Tough choices, but CHI has around 9-11 million peeps, including surrounding burbs. Mpls has around 3 mill.

Wait and see, I guess.

I don't want Chicago to be hurt, I have DWGI family there and am concerned greatly, as I am with most giant cities. The bigger the metro, the greater the chances of something important being overlooked.

-- CygnusXI (noburnt@toast.net), November 11, 1999.


I'm wondering, too, as we have our own electric company here and I think they might be ready.

-- Mara (MaraWayne@aol.com), November 11, 1999.

Hawaii is the last place I'd want to be. After that is Canada because it is the only place on earth that taketh for the "greater good." Almost to the point of being a war criminal.

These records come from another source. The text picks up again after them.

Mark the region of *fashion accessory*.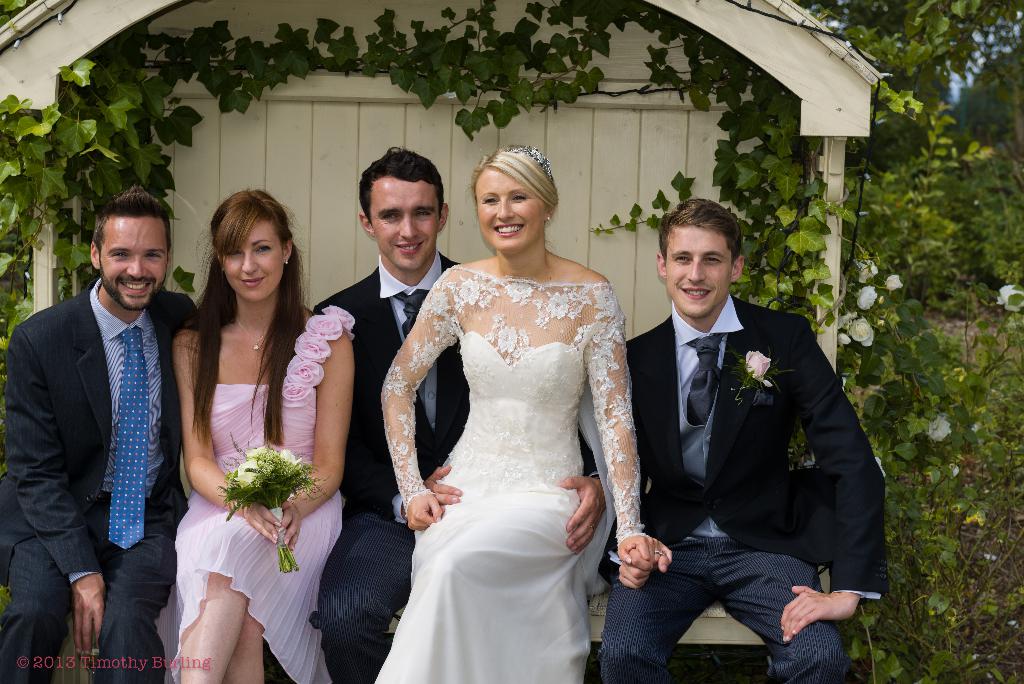
Region: {"x1": 686, "y1": 331, "x2": 729, "y2": 425}.
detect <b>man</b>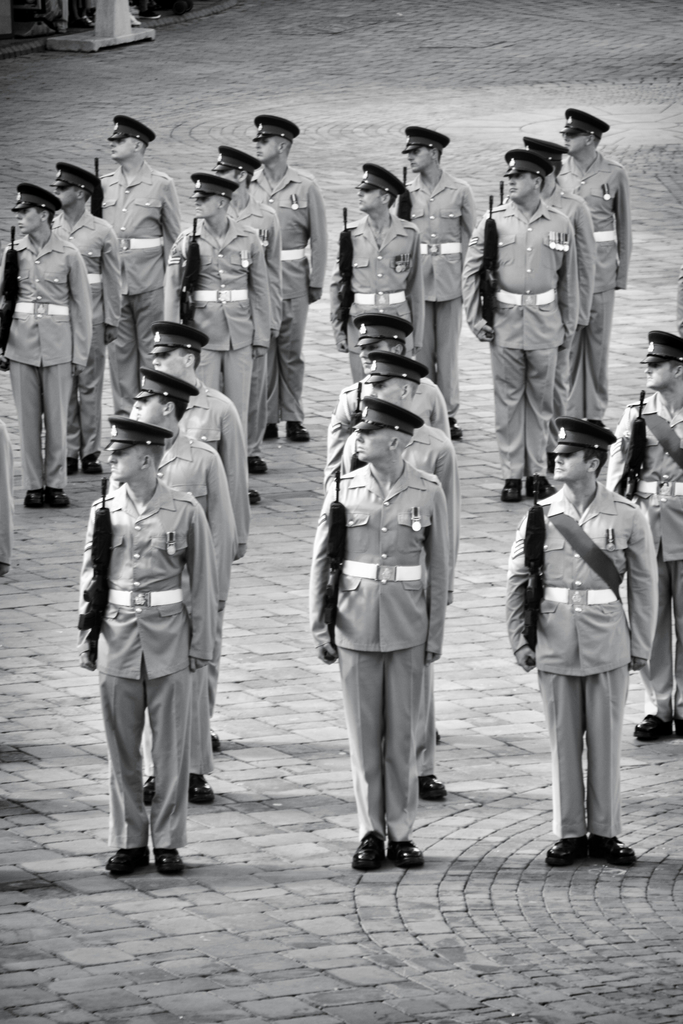
rect(161, 167, 275, 506)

I wonder if the Canadian government learned from the charges places against Milsovic that a government may never steal what belongs to the private citizens, not their food, not their generators, not their money, not their property, not the their clothing, not their vehicles...nada? The Canadian government will be charged with crimes if it does not respect what belongs to its citizens and doesn't refrain from abusing them as individuals.

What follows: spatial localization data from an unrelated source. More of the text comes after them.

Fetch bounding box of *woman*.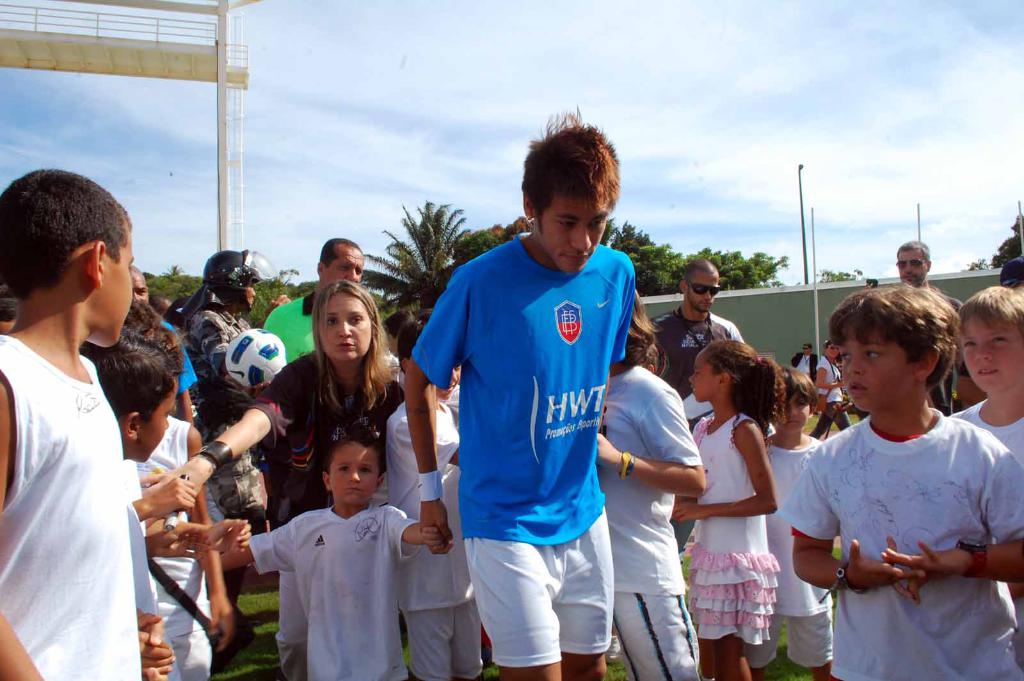
Bbox: <box>163,238,292,536</box>.
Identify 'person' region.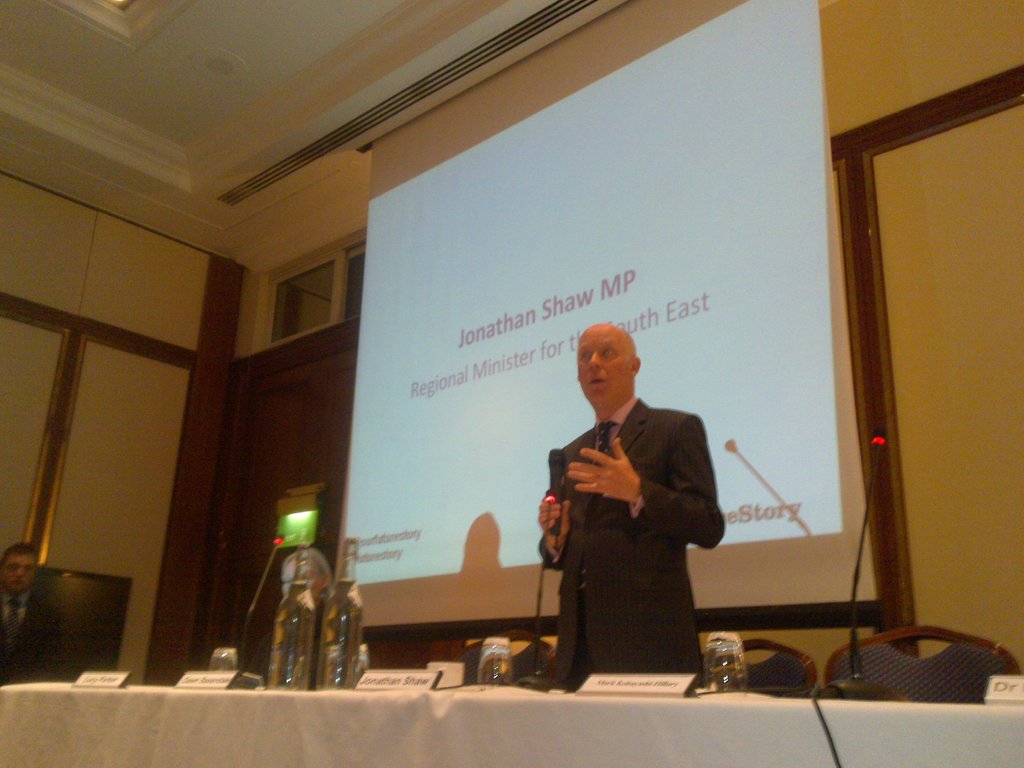
Region: x1=0, y1=535, x2=73, y2=680.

-- Paula (chowbabe@pacbell.net), November 11, 1999.


---why worry, or even contemplate--get kith and kin and thee and thou set up so that you don't NEED electricity, except for small amounts that you may generate yourself, using solar, wind, or low scale hydro. even gennys are false hope, as they require fuel in rather large and expensive quantities. I lived for years and years with zero public utilities, it's quite doable. look at your options, and practice now. do "dry runs" every weekend between now and rollover. friday nite till monday morning. no cheating. turn all that crap off in your home,all the utilites, no exceptions at all, and don't drive anywhere. now live. experience is the best teacher, and better get used to it, why put yourself and family(potentially) through a severe crisis/shock all at once? makes no sense. If nothing happens, no big deal, if something does, you won't be in a panic mode in the middle of winter figuring out what to do and how for EVERYTHING all at once. to me, this is the way. think some about it. low tech skills are just as hard to learn as high tech skills, you just don't get some piece of paper to hang on the wall to "prove" you have those skills. but you WILL be able to keep your family warm and fed and watered and safe. it's WORTH IT. zog the preparer

-- zog (zzoggy@yahoo.com), November 11, 1999.


...I just read about this last night at NERC'S web sight. They stressed that islanding would be "preferable" only in an extreme serious situation. They cautioned that the grid was designed and engineered to be interconnected and believed that it would perfrorm best if left interconnected.

-- Vern (bacon17@ibm.net), November 11, 1999.

If islanding is adopted to any significant extent, it could put the railroads and pipelines out of business, because these industries require continuous and non interrupted power over large areas. Islanding is possibly a quick way to collapse.